When optimism becomes denial – and jingoism

Betsy Wright Rhodes’ third article in her series “Mixing God and Government in America” appeared with the above title in Saturday’s Pilot. Rhodes is herself an optimist, but believes that we Americans are “optimistic to the point of inviting tragedy.”

Whether the topic is global warming, the war in Iraq or planning for the next hurricane, Americans are so unfailingly optimistic they are blind to the possibility things might go wrong.

I don’t know if that is the case. I wonder if it is not the fact that everyone is so busy, lacking the time or the inclination to look into things more deeply, that we just sometimes believe the stuff that is presented to us. For many, if a talking head on TV says it, it must be so.

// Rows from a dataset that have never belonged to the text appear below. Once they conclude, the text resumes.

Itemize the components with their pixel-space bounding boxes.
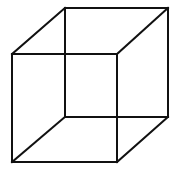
cube-edge-connector-bl bbox=[12, 117, 65, 162]
cube-edge-connector-br bbox=[117, 117, 168, 162]
cube-edge-connector-tr bbox=[117, 8, 168, 54]
necker-cube-diagram bbox=[0, 0, 180, 174]
cube-edges bbox=[12, 8, 168, 162]
cube-edge-connector-tl bbox=[12, 8, 65, 54]
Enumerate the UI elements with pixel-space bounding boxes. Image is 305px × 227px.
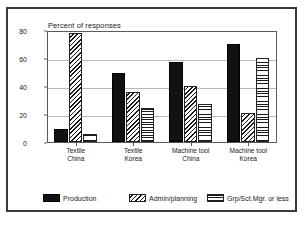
bar xyxy=(169,62,183,142)
x-axis-label-line: Textile xyxy=(124,147,143,155)
gridline-60 xyxy=(48,60,276,61)
x-axis-label-line: China xyxy=(66,155,85,163)
x-axis-label: TextileKorea xyxy=(124,147,143,163)
x-axis-label-line: Textile xyxy=(66,147,85,155)
legend-item[interactable]: Grp/Sct.Mgr. or less xyxy=(207,192,289,204)
x-tick-mark xyxy=(76,143,77,146)
bar xyxy=(256,58,270,142)
x-tick-mark xyxy=(248,143,249,146)
plot-area xyxy=(47,31,277,143)
caption-sliver xyxy=(8,221,188,226)
bar xyxy=(83,134,97,142)
figure-frame: Percent of responses 020406080 TextileCh… xyxy=(6,7,297,212)
legend-label: Admin/planning xyxy=(149,195,197,202)
x-axis-label: TextileChina xyxy=(66,147,85,163)
bar xyxy=(126,92,140,142)
bar xyxy=(184,86,198,142)
legend-swatch-icon xyxy=(207,194,224,202)
legend-label: Grp/Sct.Mgr. or less xyxy=(227,195,289,202)
x-axis-label-line: Machine tool xyxy=(230,147,267,155)
bar xyxy=(69,33,83,142)
x-axis-label-line: Korea xyxy=(230,155,267,163)
legend-item[interactable]: Admin/planning xyxy=(129,192,197,204)
x-tick-mark xyxy=(191,143,192,146)
x-axis-label: Machine toolChina xyxy=(172,147,209,163)
y-tick-label-0: 0 xyxy=(0,140,27,147)
bar xyxy=(54,129,68,142)
legend-item[interactable]: Production xyxy=(43,192,96,204)
bar xyxy=(227,44,241,142)
x-axis-label-line: Korea xyxy=(124,155,143,163)
y-tick-label-60: 60 xyxy=(0,56,27,63)
y-tick-label-40: 40 xyxy=(0,84,27,91)
y-tick-label-20: 20 xyxy=(0,112,27,119)
x-axis-label-line: Machine tool xyxy=(172,147,209,155)
chart-plot-wrapper: Percent of responses 020406080 TextileCh… xyxy=(29,21,279,173)
y-tick-label-80: 80 xyxy=(0,28,27,35)
bar xyxy=(241,113,255,142)
legend-label: Production xyxy=(63,195,96,202)
gridline-40 xyxy=(48,88,276,89)
x-axis-label-line: China xyxy=(172,155,209,163)
bar xyxy=(112,73,126,142)
bar xyxy=(141,108,155,142)
chart-legend: ProductionAdmin/planningGrp/Sct.Mgr. or … xyxy=(29,192,279,206)
legend-swatch-icon xyxy=(43,194,60,202)
x-axis-label: Machine toolKorea xyxy=(230,147,267,163)
bar xyxy=(198,104,212,142)
x-tick-mark xyxy=(133,143,134,146)
y-axis-title: Percent of responses xyxy=(48,21,121,30)
legend-swatch-icon xyxy=(129,194,146,202)
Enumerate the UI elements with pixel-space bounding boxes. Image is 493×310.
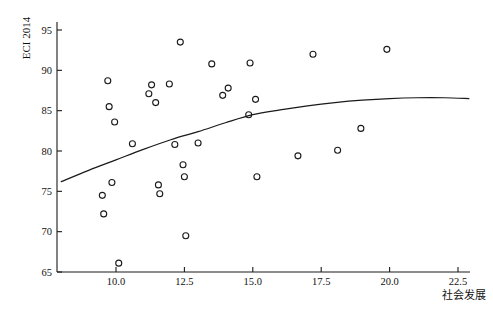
y-tick-label: 90 (42, 65, 53, 76)
x-axis: 10.012.515.017.520.022.5 社会发展 (57, 267, 486, 301)
data-point (295, 153, 301, 159)
y-axis: 65707580859095 ECI 2014 (20, 16, 62, 277)
x-tick-label: 12.5 (175, 276, 193, 287)
data-point (384, 46, 390, 52)
chart-canvas: 65707580859095 ECI 2014 10.012.515.017.5… (0, 0, 493, 310)
data-point (180, 162, 186, 168)
data-point (157, 191, 163, 197)
data-point (172, 142, 178, 148)
x-tick-label: 22.5 (449, 276, 467, 287)
y-tick-label: 80 (42, 146, 53, 157)
x-tick-label: 17.5 (312, 276, 330, 287)
data-point (195, 140, 201, 146)
data-points-group (99, 39, 390, 266)
data-point (153, 100, 159, 106)
y-axis-title: ECI 2014 (20, 16, 32, 59)
data-point (109, 179, 115, 185)
data-point (220, 92, 226, 98)
x-axis-title: 社会发展 (442, 288, 486, 301)
data-point (225, 85, 231, 91)
data-point (254, 174, 260, 180)
data-point (166, 81, 172, 87)
y-tick-label: 75 (42, 186, 53, 197)
data-point (183, 233, 189, 239)
data-point (105, 78, 111, 84)
y-tick-label: 70 (42, 226, 53, 237)
data-point (247, 60, 253, 66)
y-axis-ticks: 65707580859095 (42, 25, 63, 278)
data-point (106, 104, 112, 110)
y-tick-label: 85 (42, 105, 53, 116)
data-point (310, 51, 316, 57)
x-tick-label: 10.0 (107, 276, 125, 287)
data-point (181, 174, 187, 180)
data-point (335, 147, 341, 153)
regression-fit-curve (61, 98, 469, 182)
data-point (177, 39, 183, 45)
y-tick-label: 65 (42, 267, 53, 278)
x-axis-ticks: 10.012.515.017.520.022.5 (107, 267, 467, 287)
data-point (112, 119, 118, 125)
data-point (155, 182, 161, 188)
data-point (116, 260, 122, 266)
data-point (129, 141, 135, 147)
data-point (253, 96, 259, 102)
x-tick-label: 20.0 (380, 276, 398, 287)
data-point (358, 125, 364, 131)
scatter-plot-figure: 65707580859095 ECI 2014 10.012.515.017.5… (0, 0, 493, 310)
x-tick-label: 15.0 (244, 276, 262, 287)
data-point (99, 192, 105, 198)
data-point (146, 91, 152, 97)
y-tick-label: 95 (42, 25, 53, 36)
data-point (101, 211, 107, 217)
data-point (149, 82, 155, 88)
data-point (209, 61, 215, 67)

If the newspaper prints it, it must be so. And if someone we think has more knowledge about a topic than we do says it, it must be so.

Either lack of time or lack of inclination – or, likely, some combination of the two – make us susceptible to the the 30-second soundbites and the political rhetoric of the day. Our attention spans are so short that reading a long article or a book is nearly impossible.

Perhaps I just didn’t get the point that Rhodes was trying to make. I don’t think of Americans as being optimistic; if anything, they are pessimistic. Doom and gloom is the order of the day: the terrorists are coming, after all.